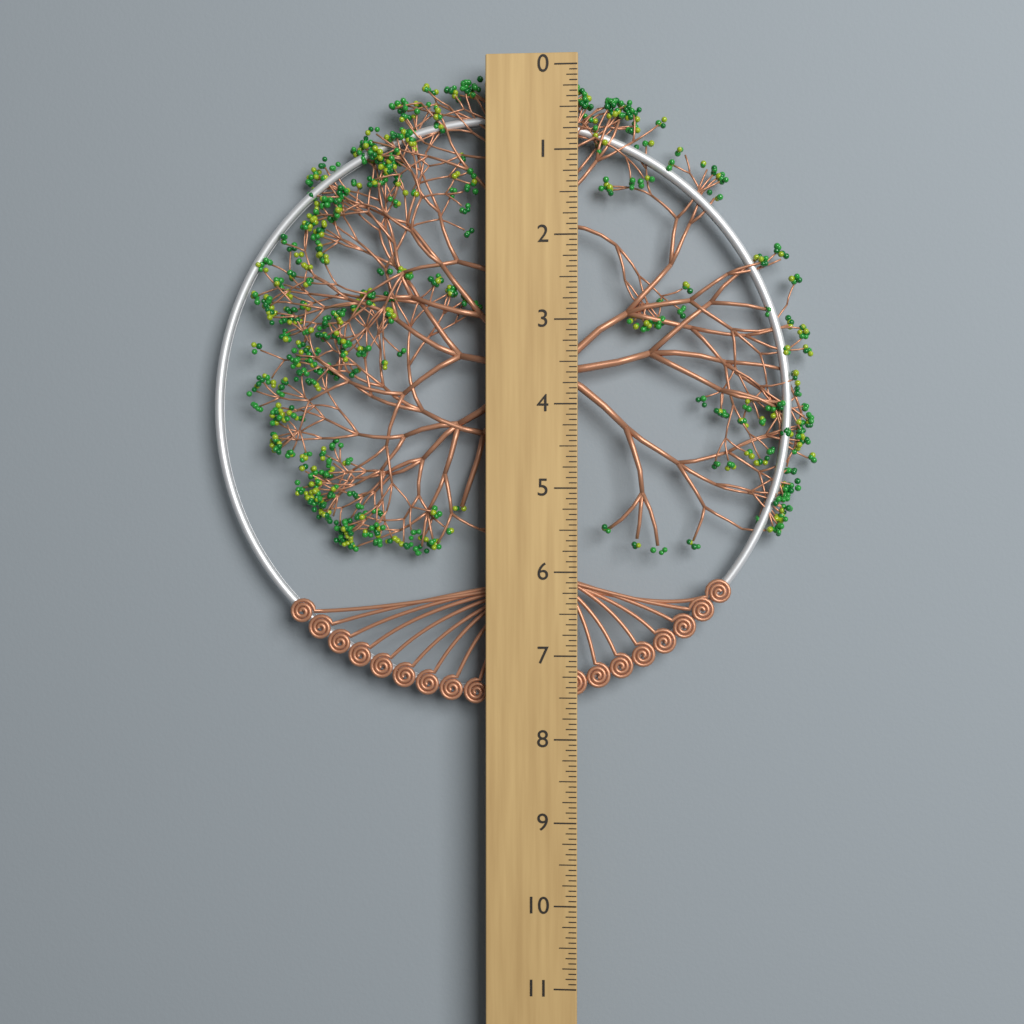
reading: 7.6250 (no unit)
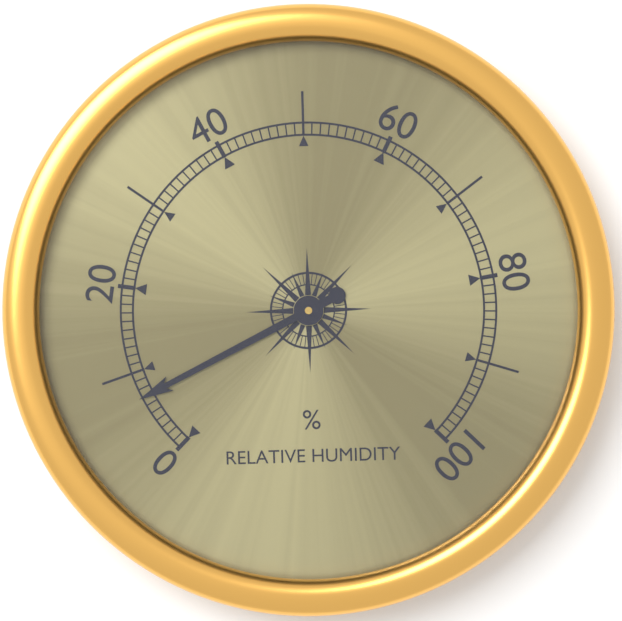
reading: 7 %
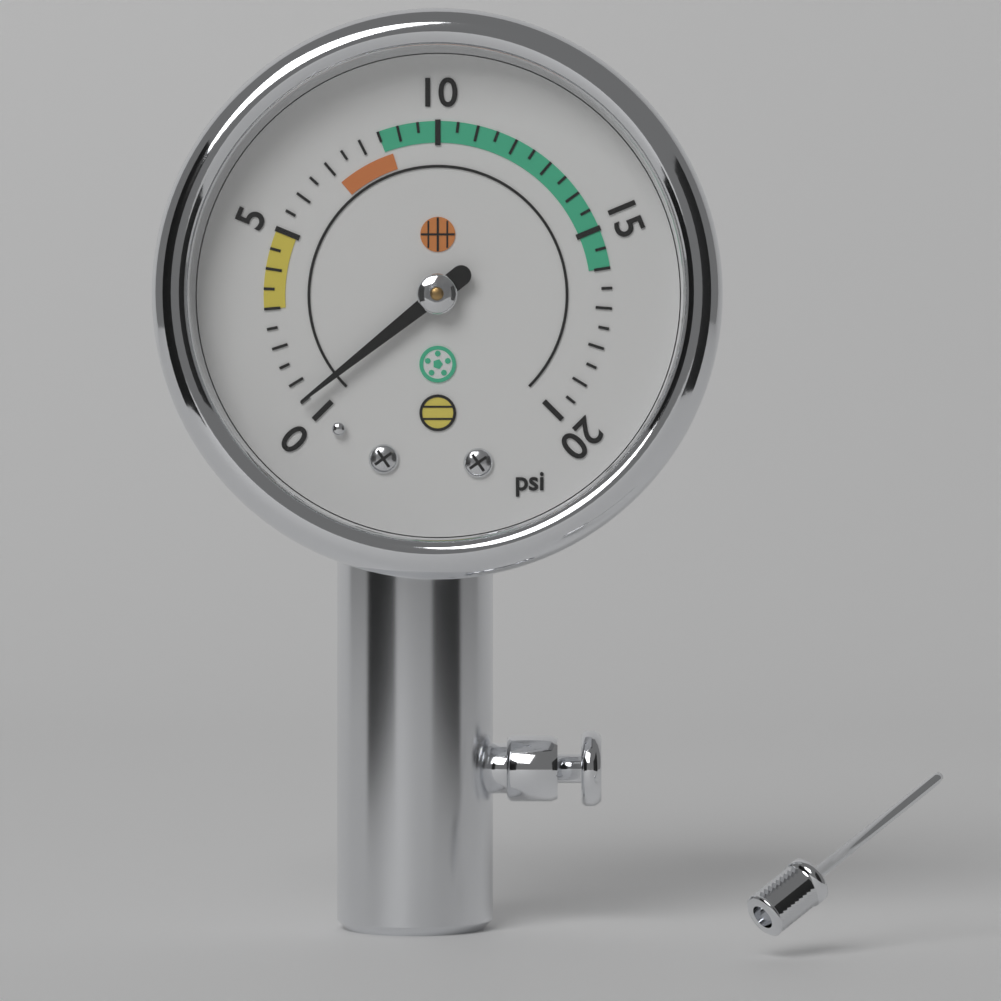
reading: 0.5 psi
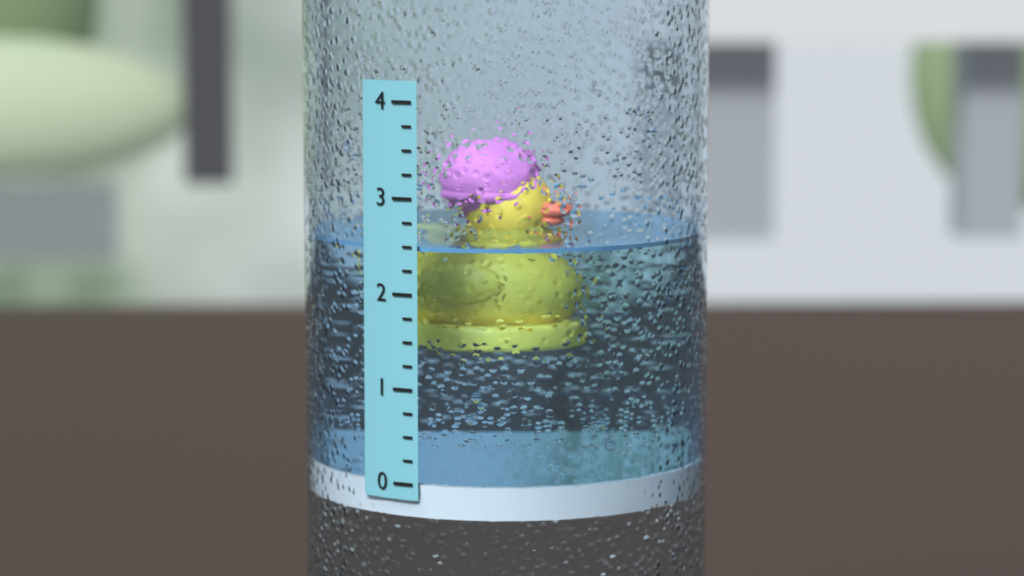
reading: 2.50 (no unit)
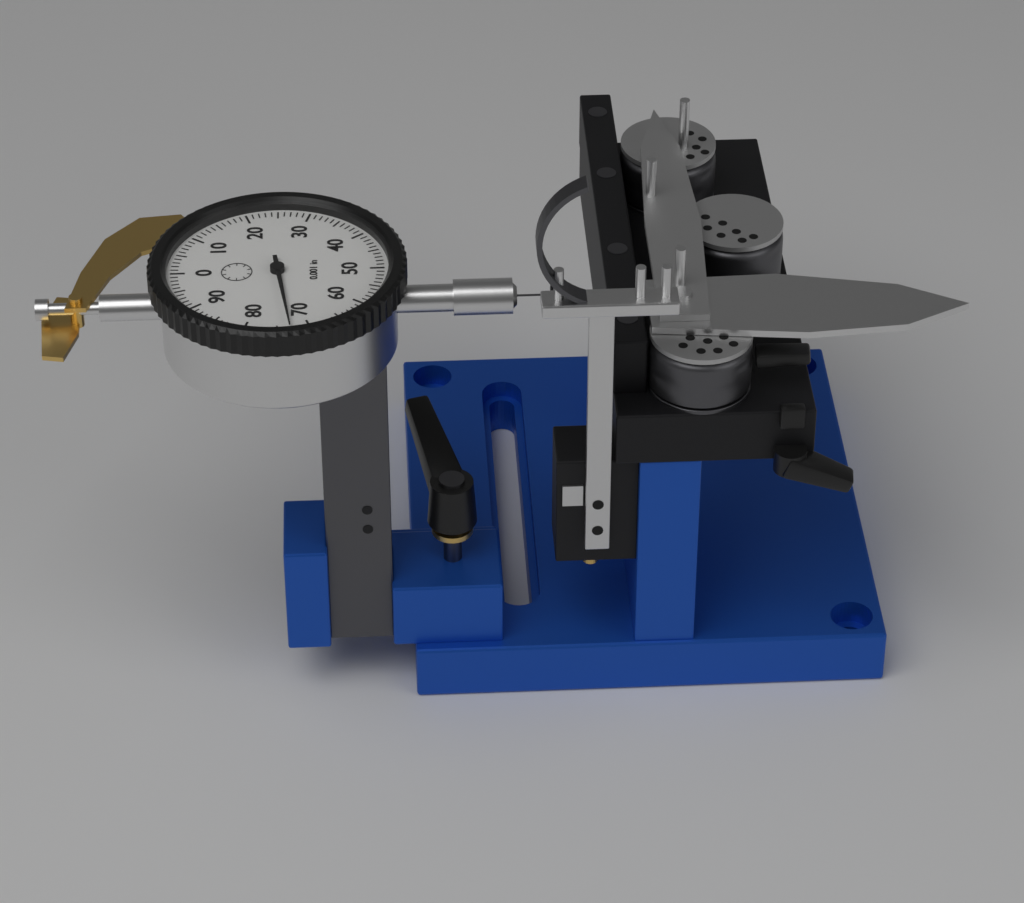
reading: 0.073 in
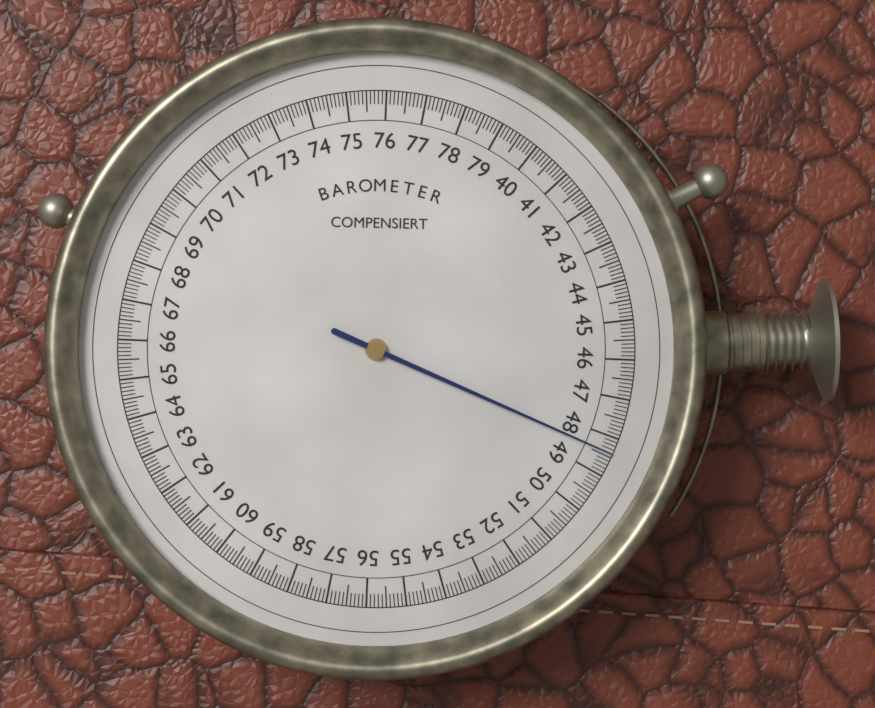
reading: 48.4 (no unit)
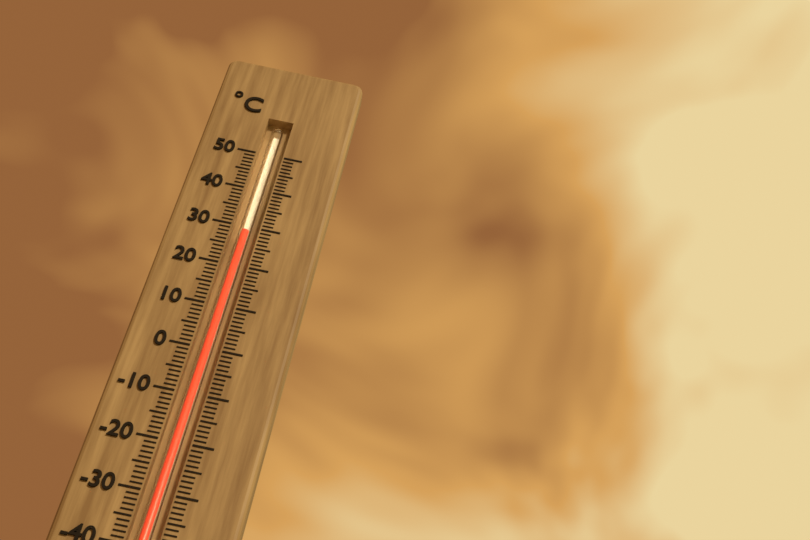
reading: 29 °C
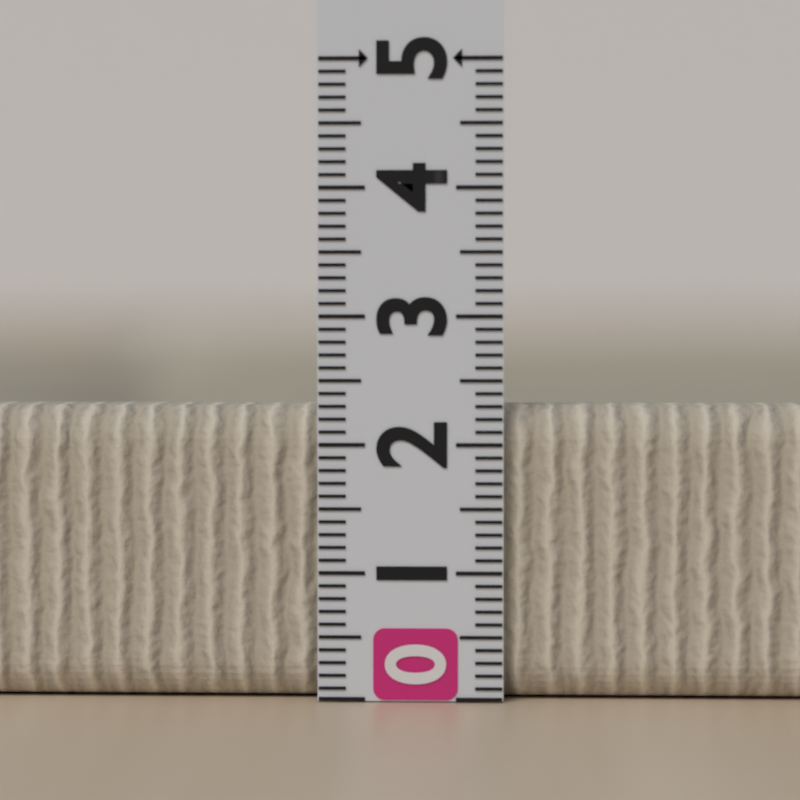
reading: 2.3 (no unit)
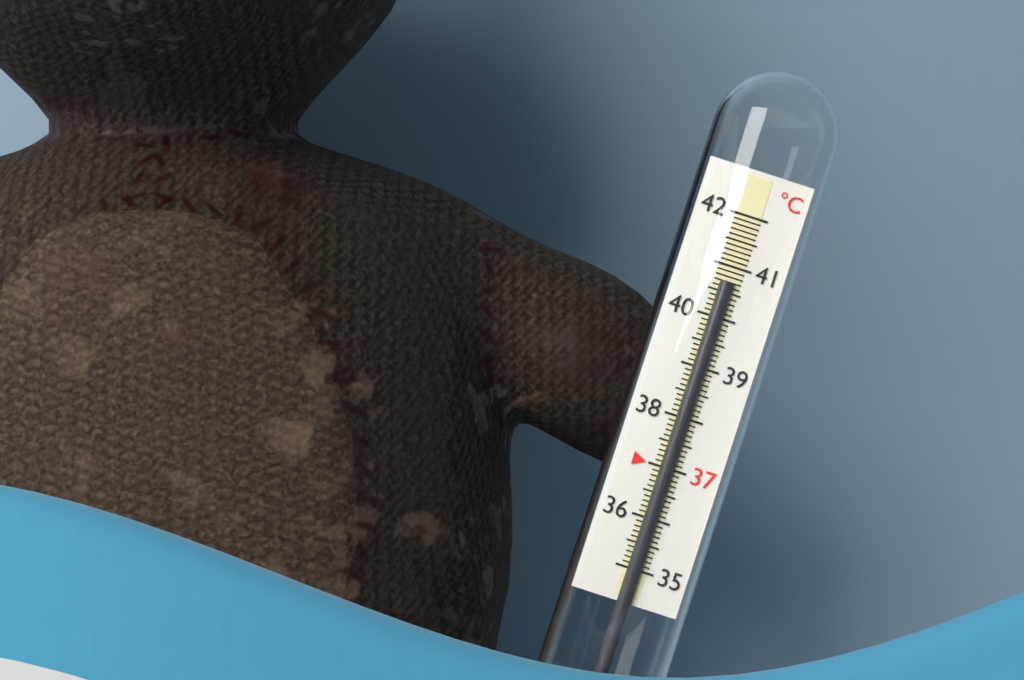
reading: 40.7 °C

^^^^^^^^^^^^^^^^

__Task brief__. With images left out, the data must be transcribed exactly.

__The completed task__.
reading: 7.6250 (no unit)
reading: 7 %
reading: 0.5 psi
reading: 2.50 (no unit)
reading: 0.073 in
reading: 48.4 (no unit)
reading: 29 °C
reading: 2.3 (no unit)
reading: 40.7 °C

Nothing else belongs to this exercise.